[1] Berlioz did so literally, and married her.
[2] William Archer, Life of Macready.
[3] “Write me a drama,” said Macready to young Browning, “and save me having to go off to America.” The drama was written, but attained only a fourth performance, and did not save the actor from his impending expedition.
[4] As a matter of fact, Bulwer had not even the merit of inventing this arrangement for himself. His play was founded on the novel by X.-B. Saintine.
[5] Charles Mathews played at the Variétés, in French, in L’anglais timide, an adaptation of Cool as a Cucumber, by Blanchard Jerrold.
[6] 10 George II. cap. 19.
[7] In Thirty Years at the Play, Clement Scott gives an account of the first night of The Oonagh, which has come down to us as a tradition. At two o’clock in the morning the play was still in progress. The house was empty save for a few critics slumbering in their stalls. The actors were on the stage all in a line facing the public, as was then the custom, and there was no sign of the ending, when suddenly the machinists pulled back the carpet on which the chief characters were standing. They collapsed simply!—with the piece, which was never brought to its real conclusion.
[8] T. W. Robertson in The Illustrated Times.
[9] Founded on the famous French play Paillasse.
[10] To the fourth line he added a footnote to the effect that the name was not Johnson really.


• **WORK REQUIRED**
Across the listing, the lines that include "labels" must be tallied and reported as a bare number.

• **DATASET RECORDS**

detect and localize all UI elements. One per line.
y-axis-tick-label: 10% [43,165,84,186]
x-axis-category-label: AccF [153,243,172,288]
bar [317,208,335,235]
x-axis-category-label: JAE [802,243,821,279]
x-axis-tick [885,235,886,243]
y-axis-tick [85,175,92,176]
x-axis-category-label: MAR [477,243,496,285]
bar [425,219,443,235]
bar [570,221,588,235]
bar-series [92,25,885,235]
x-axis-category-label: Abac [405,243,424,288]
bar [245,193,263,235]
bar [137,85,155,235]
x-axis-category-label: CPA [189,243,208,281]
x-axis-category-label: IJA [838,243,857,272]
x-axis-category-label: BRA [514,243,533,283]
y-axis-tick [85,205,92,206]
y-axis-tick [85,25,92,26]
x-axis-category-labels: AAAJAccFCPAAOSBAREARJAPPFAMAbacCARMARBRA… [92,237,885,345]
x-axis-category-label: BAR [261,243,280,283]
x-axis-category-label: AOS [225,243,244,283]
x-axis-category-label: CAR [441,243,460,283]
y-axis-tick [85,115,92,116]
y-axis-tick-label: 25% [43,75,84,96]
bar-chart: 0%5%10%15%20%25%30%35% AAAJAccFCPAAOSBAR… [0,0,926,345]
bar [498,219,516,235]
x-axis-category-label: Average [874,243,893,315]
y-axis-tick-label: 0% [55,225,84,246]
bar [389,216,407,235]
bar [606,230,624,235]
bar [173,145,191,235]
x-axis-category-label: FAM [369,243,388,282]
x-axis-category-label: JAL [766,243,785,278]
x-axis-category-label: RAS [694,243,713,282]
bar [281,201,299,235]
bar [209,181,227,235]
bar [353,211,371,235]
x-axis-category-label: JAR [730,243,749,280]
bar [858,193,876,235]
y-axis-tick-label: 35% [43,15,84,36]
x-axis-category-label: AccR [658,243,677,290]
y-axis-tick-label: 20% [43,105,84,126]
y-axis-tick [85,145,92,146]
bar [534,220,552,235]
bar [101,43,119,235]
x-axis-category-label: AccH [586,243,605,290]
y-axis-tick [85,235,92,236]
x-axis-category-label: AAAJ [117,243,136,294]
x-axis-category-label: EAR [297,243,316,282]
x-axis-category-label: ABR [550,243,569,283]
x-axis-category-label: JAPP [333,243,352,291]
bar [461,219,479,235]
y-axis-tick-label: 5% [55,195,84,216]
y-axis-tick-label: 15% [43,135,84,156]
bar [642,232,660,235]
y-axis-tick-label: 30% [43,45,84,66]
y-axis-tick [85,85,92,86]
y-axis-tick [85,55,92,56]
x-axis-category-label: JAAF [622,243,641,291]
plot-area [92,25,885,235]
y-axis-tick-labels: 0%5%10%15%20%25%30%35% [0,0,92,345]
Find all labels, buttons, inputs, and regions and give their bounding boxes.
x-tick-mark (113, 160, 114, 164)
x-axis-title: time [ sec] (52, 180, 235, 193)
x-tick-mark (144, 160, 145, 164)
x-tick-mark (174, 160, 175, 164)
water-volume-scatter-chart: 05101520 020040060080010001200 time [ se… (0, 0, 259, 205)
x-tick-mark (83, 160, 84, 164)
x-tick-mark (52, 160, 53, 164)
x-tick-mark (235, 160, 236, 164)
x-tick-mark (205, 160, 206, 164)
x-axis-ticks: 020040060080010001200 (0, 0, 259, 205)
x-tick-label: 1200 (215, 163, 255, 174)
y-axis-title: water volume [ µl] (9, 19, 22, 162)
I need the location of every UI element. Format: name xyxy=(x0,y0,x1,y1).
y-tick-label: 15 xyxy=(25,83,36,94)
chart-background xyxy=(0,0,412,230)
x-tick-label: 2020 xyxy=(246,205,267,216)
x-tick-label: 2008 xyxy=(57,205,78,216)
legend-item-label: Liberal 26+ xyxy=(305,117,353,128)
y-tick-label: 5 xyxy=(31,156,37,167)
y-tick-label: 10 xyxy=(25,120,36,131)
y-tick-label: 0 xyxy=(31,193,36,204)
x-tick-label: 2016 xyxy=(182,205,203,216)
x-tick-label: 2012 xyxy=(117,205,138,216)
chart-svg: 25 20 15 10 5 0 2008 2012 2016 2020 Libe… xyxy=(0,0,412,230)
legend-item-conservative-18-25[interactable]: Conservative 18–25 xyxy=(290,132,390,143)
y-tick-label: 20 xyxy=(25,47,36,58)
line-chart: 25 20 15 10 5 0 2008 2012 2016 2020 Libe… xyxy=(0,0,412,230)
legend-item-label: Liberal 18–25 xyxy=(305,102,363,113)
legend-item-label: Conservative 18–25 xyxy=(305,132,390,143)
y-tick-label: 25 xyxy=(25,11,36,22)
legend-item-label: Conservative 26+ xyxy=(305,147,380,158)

• **THE ANSWER**
3